Of course one thing you did not mention in your podcast when you were talking about updates of sites etc. Living here in Australia we see it often as we are online when you guys are asleep or updating. Over the years I have visited some big name sites and found them down, albeit politely down. And some IM servers too. I remember a few years back one IM provider was down every Monday morning you could not authenticate on Monday mornings week after week. Also allot of us here use hosts in the USA due to much lower costs however if there is a planned outage at that hoster they always plan it at a good USA time which is often the worst Australian time. To all USA providers a Sunday night USA time outage is the worst time for Australia as that is Monday morning here.




June 04, 2008 7:56
Scott,

Funny enough I decided to build config file support for our media center videobrowser project yesterday.

I had a very different set of requirements and ended up rolling my own which in my opinion is awesome.
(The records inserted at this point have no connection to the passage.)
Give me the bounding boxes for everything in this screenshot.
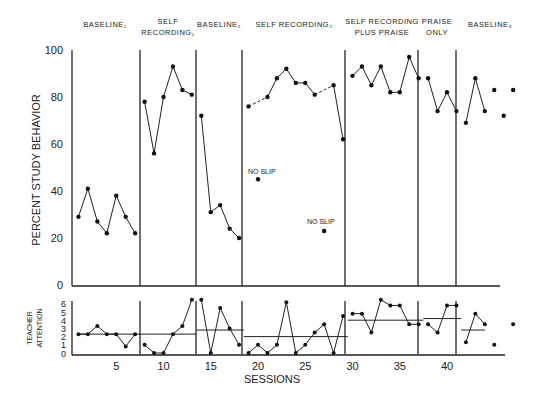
data-point [124, 215, 128, 219]
data-point [105, 231, 109, 235]
attention-point [445, 303, 449, 307]
data-line-segment [97, 222, 106, 234]
single-subject-design-chart: BASELINE₁SELFRECORDING₁BASELINE₂SELF REC… [0, 0, 537, 402]
data-line-segment [154, 97, 163, 153]
data-point [265, 95, 269, 99]
attention-point [379, 298, 383, 302]
attention-point [124, 344, 128, 348]
attention-line-segment [334, 316, 343, 353]
y-tick-label: 100 [45, 44, 63, 56]
attention-point [162, 351, 166, 355]
data-point [360, 64, 364, 68]
attention-point [86, 332, 90, 336]
attention-point [436, 331, 440, 335]
attention-line-segment [466, 314, 475, 343]
data-line-segment [447, 92, 456, 111]
attention-line-segment [362, 314, 371, 333]
y-axis-label-lower-1: TEACHER [26, 311, 33, 344]
data-point [294, 81, 298, 85]
attention-point [256, 343, 260, 347]
x-tick-label: 35 [394, 360, 406, 372]
data-line-segment [78, 189, 87, 217]
phase-header-line2: RECORDING₁ [141, 28, 194, 37]
attention-line-segment [182, 300, 191, 326]
attention-line-segment [371, 300, 380, 333]
attention-line-segment [126, 334, 135, 346]
attention-point [511, 322, 515, 326]
attention-point [322, 322, 326, 326]
data-line-segment [220, 205, 229, 229]
data-line-segment [286, 69, 295, 83]
data-point [473, 76, 477, 80]
data-point [416, 76, 420, 80]
chart-canvas: BASELINE₁SELFRECORDING₁BASELINE₂SELF REC… [0, 0, 537, 402]
data-line-segment [400, 57, 409, 92]
y-tick-label: 0 [57, 279, 63, 291]
data-line-segment [88, 189, 97, 222]
data-point [483, 109, 487, 113]
data-point [350, 74, 354, 78]
phase-header: BASELINE₁ [83, 20, 127, 29]
phase-header: SELF RECORDING₂ [255, 20, 332, 29]
data-point [454, 109, 458, 113]
phase-header: SELF RECORDING [345, 17, 419, 26]
attention-line-segment [475, 314, 484, 325]
phase-header: BASELINE₂ [197, 20, 241, 29]
attention-point [199, 298, 203, 302]
x-axis-label: SESSIONS [244, 373, 300, 385]
data-point [142, 100, 146, 104]
data-line-segment [107, 196, 116, 234]
phase-header: BASELINE₃ [468, 20, 512, 29]
data-line-segment [145, 102, 154, 154]
data-point [388, 90, 392, 94]
y-tick-label: 80 [51, 91, 63, 103]
data-point [313, 92, 317, 96]
data-line-segment [334, 85, 343, 139]
attention-point [351, 312, 355, 316]
x-tick-label: 25 [299, 360, 311, 372]
data-point [86, 186, 90, 190]
data-line-segment [173, 66, 182, 90]
x-tick-label: 40 [441, 360, 453, 372]
data-point [256, 177, 260, 181]
phase-header: PRAISE [422, 17, 453, 26]
data-point [303, 81, 307, 85]
attention-point [388, 303, 392, 307]
data-point [180, 88, 184, 92]
data-point [171, 64, 175, 68]
attention-point [398, 303, 402, 307]
data-line-segment [267, 78, 276, 97]
data-line-segment [475, 78, 484, 111]
attention-point [407, 322, 411, 326]
data-point [209, 210, 213, 214]
attention-point [341, 314, 345, 318]
attention-point [284, 300, 288, 304]
data-point [237, 236, 241, 240]
attention-point [190, 298, 194, 302]
attention-point [360, 312, 364, 316]
attention-point [152, 351, 156, 355]
attention-point [473, 312, 477, 316]
data-line-segment [466, 78, 475, 123]
attention-point [218, 306, 222, 310]
y-tick-label: 20 [51, 232, 63, 244]
attention-line-segment [286, 302, 295, 353]
data-line-segment [381, 66, 390, 92]
attention-point [95, 324, 99, 328]
data-point [322, 229, 326, 233]
phase-headers: BASELINE₁SELFRECORDING₁BASELINE₂SELF REC… [83, 17, 512, 37]
data-line-segment [249, 97, 268, 106]
teacher-attention-plot: 0123456510152025303540 [61, 298, 515, 372]
data-point [227, 226, 231, 230]
data-line-segment [126, 217, 135, 233]
attention-point [171, 332, 175, 336]
attention-line-segment [201, 300, 210, 353]
data-line-segment [438, 92, 447, 111]
attention-point [483, 322, 487, 326]
data-point [152, 151, 156, 155]
phase-header-line2: ONLY [426, 28, 448, 37]
attention-point [454, 303, 458, 307]
attention-line-segment [324, 324, 333, 353]
data-point [379, 64, 383, 68]
data-line-segment [362, 66, 371, 85]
Here are some of the reasons I did this: (and Im not sure baby smash has the same requirements)

1. I wanted my config file to live in the c:\programdata\videobrowser path which makes more sense for our project
2. I wanted to control persistence
3. I wanted to automatically recover from users deleting, editing and mangling the file, gracefully (by reverting to defaults)
4. I wanted pretty comments in my config file.
5. I wanted this to be super easy for developers to consume

So I wrote a little Config class.

From the developer perspective to add a setting, all that is required is adding a couple of lines to the config file, for example:


[Comment(
@"A lower case comma delimited list of types the extender supports natively. Example: .dvr-ms,.wmv")
]
public string ExtenderNativeTypes = ".dvr-ms,.wmv";


To use the setting you call

Config.Instance.ExtenderNativeTypes;


From the users perspective the config file looks pretty and easy to edit:

<!--A lower case comma delimited list of types the extender supports natively. Example: .dvr-ms,.wmv-->
<ExtenderNativeTypes>.dvr-ms,.wmv</ExtenderNativeTypes>


Feel free to check out the source, its out there on google code.

Cheers
Sam




Sam
June 04, 2008 17:38
Old habits die hard! When you find a programming technique which works, there's a little voice inside you crying, "The new way won't work!" or "Why reinvent the wheel?" when you first make the change.
June 07, 2008 6:55
Sam makes some very good points about why the built in .NET config stuff just doesn't work very well for doing commercial apps.

Scott, you said it yourself. Try explaining to the IT guy at your first big customer why your config is in:

C:\Users\scottha\AppData\Local\Microsoft\BabySmash.exe_StrongName_jukdg213ihkqtjzhinyp0obr4fkte2mb\1.0.0.0

Using the "that's just the way MS does it" line, likely won't cut it.

Sam's little config class is short and sweet. I'll be digging into it a little deeper, I suspect.

Thanks to both of you for writing!

Comments are closed.

Disclaimer: The opinions expressed herein are my own personal opinions and do not represent my employer's view in any way.